The neon sign of the 24-hour convenience store buzzed overhead, casting a sickly green glow over the nearly empty parking lot. It was past midnight, the kind of hour where the world felt suspended between one day and the next—too late for normal people, too early for the truly nocturnal. You hadn’t even meant to go out, but the craving hit you like a freight train: something sweet, something now.
Jelly beans.
Of all things, it had to be jelly beans.
You shoved the bag into your jacket pocket, the crinkling plastic loud in the quiet night. The air was cool, the kind of chill that seeped into your bones if you stood still too long. You were about to turn toward home when movement caught your eye.
Him.
Leaning against a matte-black motorcycle was a guy who looked like he’d stepped out of a vintage metal album cover. A wild mane of light waves, half-tied back, the rest falling just past his shoulders.A well-worn leather kutte, patches of bands you only vaguely recognized stitched haphazardly across the back. Heavy, scuffed combat boots that looked like they’d kicked through more than a few doors. And the hands. One gloved, the other bare, fingers tapping absently against his thigh as he scrolled through his phone.
You didn’t even realize you’d stopped walking until your brain caught up with your feet. Why him? It wasn’t like you had a type. Sure, you appreciated aesthetics, but this was different. There was something about the way he sat there—completely at ease, like the night belonged to him—that made your pulse stutter.
Walk away. That was the smart thing to do. You didn’t approach strangers, especially not ones who looked like they could either serenade you with a ballad about the apocalypse or actually cause the apocalypse.

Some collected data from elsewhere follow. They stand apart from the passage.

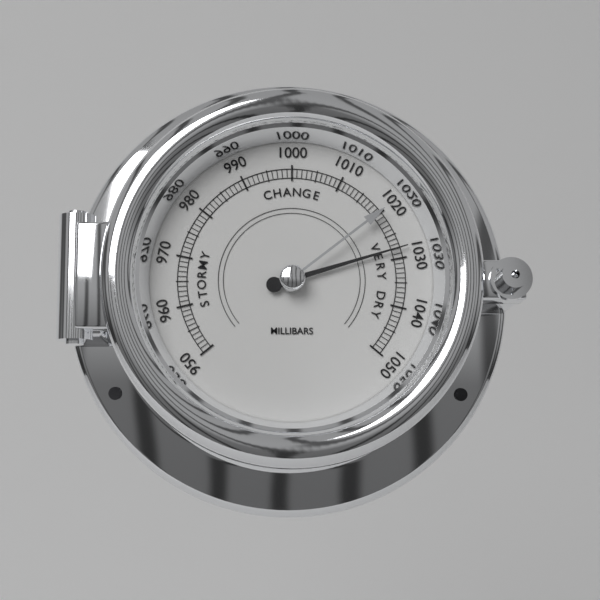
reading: 1028 mbar
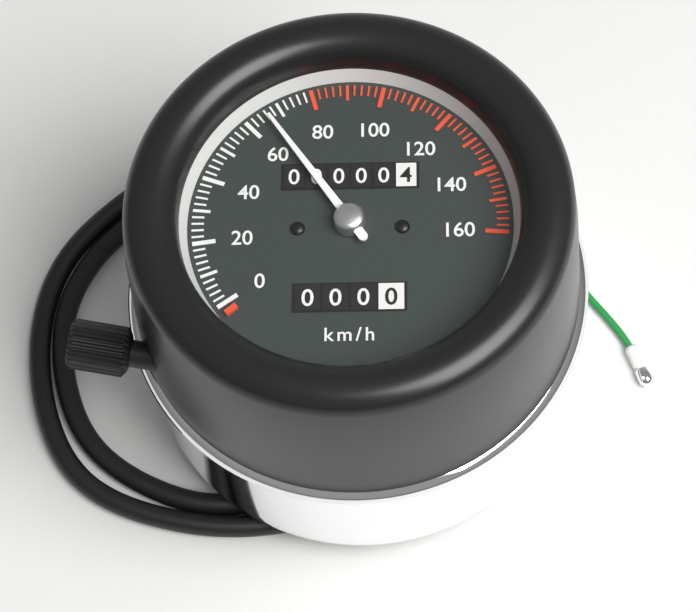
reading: 66 km/h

But then he looked up. Just a flick of his eyes, dark and sharp under the streetlight. He didn’t smile, exactly, but something in his expression shifted—like he’d known you were there the whole time.
Fuck it. You closed the distance before your brain could talk you out of it, stopping about a meter away—close enough to speak, far enough to bolt if needed. Up close, he smelled like leather and something faintly smoky, like a campfire that had burned down to embers. His bike, a sleek beast of black metal, purred faintly under his touch when he rested a hand on the handlebars. For a long second, neither of you spoke.
Then, he tilted his head slightly, voice rough but not unkind. "You lost?" The streetlight flickered. Somewhere in the distance, a car engine growled to life.